I looked more widely around me, I studied the lives of the masses of humanity, and I saw that, not two or three, or ten, but hundreds, thousands, millions, had so understood the meaning of life that they were able both to live and to die. All these people were well acquainted with the meaning of life and death, quietly labored, endured privation and suffering, lived and died, and saw in all this, not a vain, but a good thing.
Sta come torre ferma, che non crolla
Giammai la cima per soffiar de' venti.
Be steadfast as a tower that doth not bend its stately summit to the tempest's shock.
We must become bigger than we have been: more courageous, greater in spirit, larger in outlook. We must become members of a new race, overcoming petty prejudice, owing our ultimate allegiance not to nations but to our fellow men within the human community.
We need the iron qualities that go with true manhood. We need the positive virtues of resolution, of courage, of indomitable will, of power to do without shrinking the rough work that must always be done.
It is not the critic who counts; not the man who points out how the strong man stumbles, or where the doer of deeds could have done them better. The credit belongs to the man who is actually in the arena, whose face is marred by dust and sweat and blood; who strives valiantly; . . . who at best knows in the end the triumph of high achievement, and who at worst, if he fails, at least fails while daring greatly.
I believe that whoever tries to think things through honestly will soon recognize how unworthy and even fatal is the traditional bias against Negroes. What can the man of good will do to combat this deeply rooted prejudice? He must have the courage to set an example by words and deed, and must watch lest his children become influenced by racial bias.
There is not really any courage at all in attacking hoary or antiquated things, any more than in offering to fight one's grandmother. The really courageous man is he who defies tyrannies young as the morning and superstitions fresh as the first flowers. The only true free-thinker is he whose intellect is as much free from the future as from the past.
Life's journey is not traveled on a freeway devoid of obstacles, pitfalls, and snares. Rather, it is a pathway marked by forks and turnings. Decisions are constantly before us. To make them wisely, courage is needed: the courage to say, 'No,' the courage to say, 'Yes.' Decisions do determine destiny. The call for courage comes constantly to each of us. It has ever been so, and so shall it ever be.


> Activity
Where a line of the entries holds the string "Image", copy that line.

+ + +

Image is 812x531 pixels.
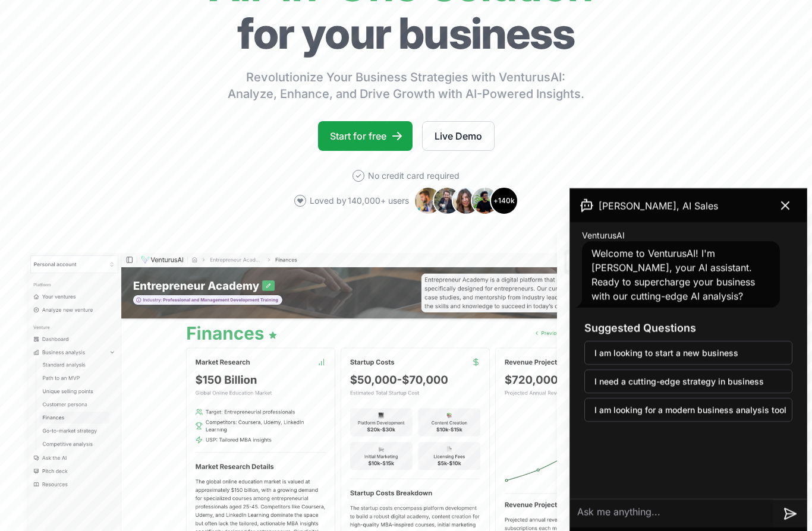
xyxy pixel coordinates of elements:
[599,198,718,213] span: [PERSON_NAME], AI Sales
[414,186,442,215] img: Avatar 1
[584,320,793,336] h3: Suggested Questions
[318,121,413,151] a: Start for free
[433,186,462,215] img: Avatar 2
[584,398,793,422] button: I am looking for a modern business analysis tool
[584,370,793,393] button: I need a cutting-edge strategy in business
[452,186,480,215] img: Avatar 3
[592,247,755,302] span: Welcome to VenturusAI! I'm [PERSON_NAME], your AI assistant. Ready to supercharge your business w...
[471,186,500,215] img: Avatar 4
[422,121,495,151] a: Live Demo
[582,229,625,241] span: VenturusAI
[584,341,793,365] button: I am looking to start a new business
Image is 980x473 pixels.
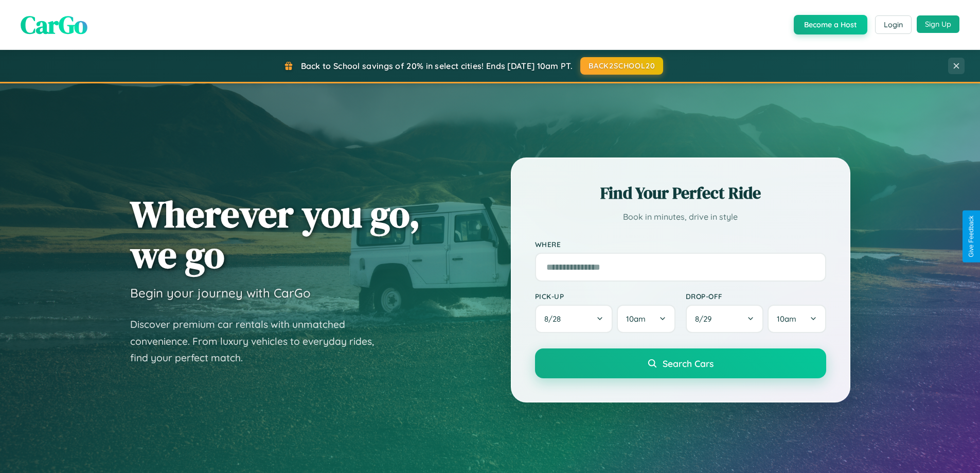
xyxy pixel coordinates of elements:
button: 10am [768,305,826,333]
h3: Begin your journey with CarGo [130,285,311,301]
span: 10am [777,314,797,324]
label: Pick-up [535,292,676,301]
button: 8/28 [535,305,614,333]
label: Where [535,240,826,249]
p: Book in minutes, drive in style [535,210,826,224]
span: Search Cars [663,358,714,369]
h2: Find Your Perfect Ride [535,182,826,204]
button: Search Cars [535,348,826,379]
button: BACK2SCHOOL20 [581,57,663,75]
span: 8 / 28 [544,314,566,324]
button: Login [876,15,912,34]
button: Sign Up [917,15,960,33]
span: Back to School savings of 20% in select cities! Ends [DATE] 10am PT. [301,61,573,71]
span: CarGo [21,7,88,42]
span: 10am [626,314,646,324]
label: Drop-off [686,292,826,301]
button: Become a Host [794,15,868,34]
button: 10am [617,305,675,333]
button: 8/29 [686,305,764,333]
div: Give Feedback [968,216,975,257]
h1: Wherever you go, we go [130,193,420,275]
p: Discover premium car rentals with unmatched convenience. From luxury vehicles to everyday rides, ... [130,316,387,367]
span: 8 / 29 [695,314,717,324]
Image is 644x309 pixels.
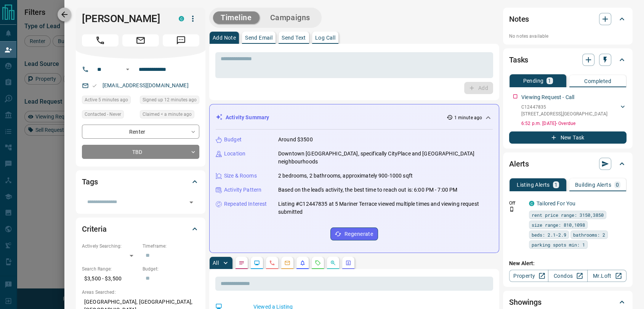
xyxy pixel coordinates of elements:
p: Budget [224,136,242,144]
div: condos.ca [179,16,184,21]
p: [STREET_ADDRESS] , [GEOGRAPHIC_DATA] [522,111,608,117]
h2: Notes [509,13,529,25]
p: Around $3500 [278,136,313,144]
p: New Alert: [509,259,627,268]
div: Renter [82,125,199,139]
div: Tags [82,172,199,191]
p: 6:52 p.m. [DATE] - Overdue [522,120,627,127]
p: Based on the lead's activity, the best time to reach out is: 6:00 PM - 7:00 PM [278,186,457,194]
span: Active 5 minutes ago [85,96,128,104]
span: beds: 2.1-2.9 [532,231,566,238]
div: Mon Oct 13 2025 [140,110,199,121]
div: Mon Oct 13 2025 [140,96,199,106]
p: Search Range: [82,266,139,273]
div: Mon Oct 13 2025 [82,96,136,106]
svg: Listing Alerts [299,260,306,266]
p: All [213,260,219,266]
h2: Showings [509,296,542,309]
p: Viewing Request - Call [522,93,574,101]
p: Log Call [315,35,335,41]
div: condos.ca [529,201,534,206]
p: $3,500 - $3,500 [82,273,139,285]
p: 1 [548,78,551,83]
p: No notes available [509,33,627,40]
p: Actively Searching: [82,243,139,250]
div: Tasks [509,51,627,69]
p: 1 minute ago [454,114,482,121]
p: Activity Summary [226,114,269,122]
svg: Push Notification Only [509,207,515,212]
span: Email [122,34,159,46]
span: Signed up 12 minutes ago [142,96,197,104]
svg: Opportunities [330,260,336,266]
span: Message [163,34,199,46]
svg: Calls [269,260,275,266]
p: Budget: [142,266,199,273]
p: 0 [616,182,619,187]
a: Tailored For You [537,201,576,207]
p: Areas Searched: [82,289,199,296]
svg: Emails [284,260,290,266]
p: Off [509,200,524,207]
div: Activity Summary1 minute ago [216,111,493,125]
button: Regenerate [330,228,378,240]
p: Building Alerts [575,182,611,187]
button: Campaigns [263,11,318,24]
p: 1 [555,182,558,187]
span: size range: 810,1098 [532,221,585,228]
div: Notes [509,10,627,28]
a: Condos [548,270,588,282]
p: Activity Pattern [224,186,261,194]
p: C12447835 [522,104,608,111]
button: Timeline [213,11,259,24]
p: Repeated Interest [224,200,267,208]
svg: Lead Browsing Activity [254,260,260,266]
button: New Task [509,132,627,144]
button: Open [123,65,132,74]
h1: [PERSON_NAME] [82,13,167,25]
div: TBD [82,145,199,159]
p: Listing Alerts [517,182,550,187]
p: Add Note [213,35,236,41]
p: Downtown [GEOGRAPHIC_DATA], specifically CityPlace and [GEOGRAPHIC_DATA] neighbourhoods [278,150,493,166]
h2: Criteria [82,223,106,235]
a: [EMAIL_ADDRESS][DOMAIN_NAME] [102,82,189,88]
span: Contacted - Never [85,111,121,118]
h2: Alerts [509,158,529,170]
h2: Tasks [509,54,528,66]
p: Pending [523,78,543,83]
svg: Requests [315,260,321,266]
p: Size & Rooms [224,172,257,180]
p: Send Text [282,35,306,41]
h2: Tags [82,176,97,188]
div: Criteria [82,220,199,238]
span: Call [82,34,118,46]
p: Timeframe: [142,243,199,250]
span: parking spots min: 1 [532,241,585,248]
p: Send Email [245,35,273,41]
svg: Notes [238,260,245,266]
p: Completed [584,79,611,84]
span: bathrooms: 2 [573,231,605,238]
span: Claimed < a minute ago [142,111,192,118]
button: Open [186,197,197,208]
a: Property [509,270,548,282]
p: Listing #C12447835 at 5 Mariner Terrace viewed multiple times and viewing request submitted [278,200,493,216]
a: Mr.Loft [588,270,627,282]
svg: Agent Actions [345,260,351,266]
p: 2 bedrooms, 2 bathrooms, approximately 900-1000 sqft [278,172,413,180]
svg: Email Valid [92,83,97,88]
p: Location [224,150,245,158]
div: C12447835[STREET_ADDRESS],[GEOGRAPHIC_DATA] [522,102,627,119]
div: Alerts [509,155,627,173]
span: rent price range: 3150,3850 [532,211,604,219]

+ + +

> Response area
Image is 812x531 pixels.
Image is 980x473 pixels.
Image is 644x309 pixels.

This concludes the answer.